As RTD continues to navigate the impacts of the pandemic, the agency has had requests from various stakeholders to re-evaluate its fare structure and develop pilot projects to make using RTD services more affordable.  -  Denver RTD

As RTD continues to navigate the impacts of the pandemic, the agency has had requests from various stakeholders to re-evaluate its fare structure and develop pilot projects to make using RTD services more affordable.

Denver RTD

Recognizing that its fare structure is one of the most expensive in the transit industry, Denver’s Regional Transportation District (RTD) is embarking on a comprehensive, systemwide study of its fares and a fare equity analysis to ensure that the agency is doing all it can to make its services more accessible.

The process, expected to take a minimum of 18 months, will be the first of its kind for RTD and will include comprehensive public involvement to gain input and feedback from customers, local leaders, and agency employees.

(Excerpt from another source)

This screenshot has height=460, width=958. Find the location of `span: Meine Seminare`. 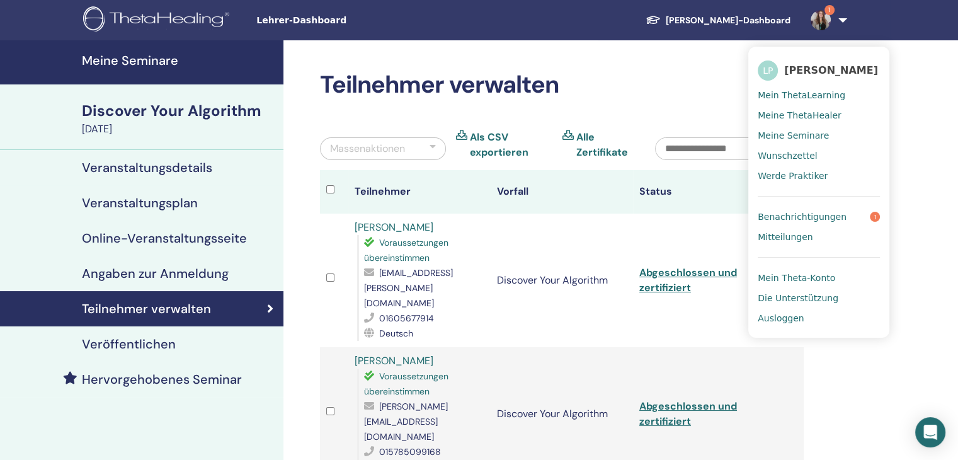

span: Meine Seminare is located at coordinates (793, 135).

The work will include extensive multicultural outreach, involving culturally specific community organizations that serve the BIPOC (Black, indigenous and people of color) communities, youth, seniors, people with disabilities, and the unhoused and veterans, as well as those who are “lesbian, gay, bisexual, transgender, and queer or questioning.”

“I realize that the current fare structure is burdensome for many RTD customers,” said RTD GM/CEO Debra A. Johnson. “It compromises those who use transit the most, a viewpoint we have heard from the public for some time now and that I have heard in earnest since assuming my role in November.”

As RTD continues to navigate the impacts of the pandemic, the agency has had requests from various stakeholders to re-evaluate its fare structure and develop pilot projects to make using RTD services more affordable. Instead of pursuing a piecemeal approach to fares, RTD is taking a comprehensive and holistic look at its fare structure and pass programs.

Johnson and a working group of individuals from various RTD departments have been meeting since late March to review the agency’s fares and fare programs. They have agreed that the fare study and equity analysis will follow a process consistent with guidance from the Federal Transit Administration (FTA) and will include a comprehensive fare equity analysis of any proposed fare changes.

The process is scheduled to start next month with a dialogue with the agency’s board, to include discussion of recommendations from previous fare studies and a pass program working group convened in 2017 and 2018. The board could consider approving the fare equity analysis a year from this fall, with any changes implemented in 2023.

RTD now follows a fare structure that was implemented in 2016, with fare levels in three categories: Local, Regional, and Airport. The RTD board approved revisions to the agency’s fare structure and pass programs in September 2018 that were implemented in 2019.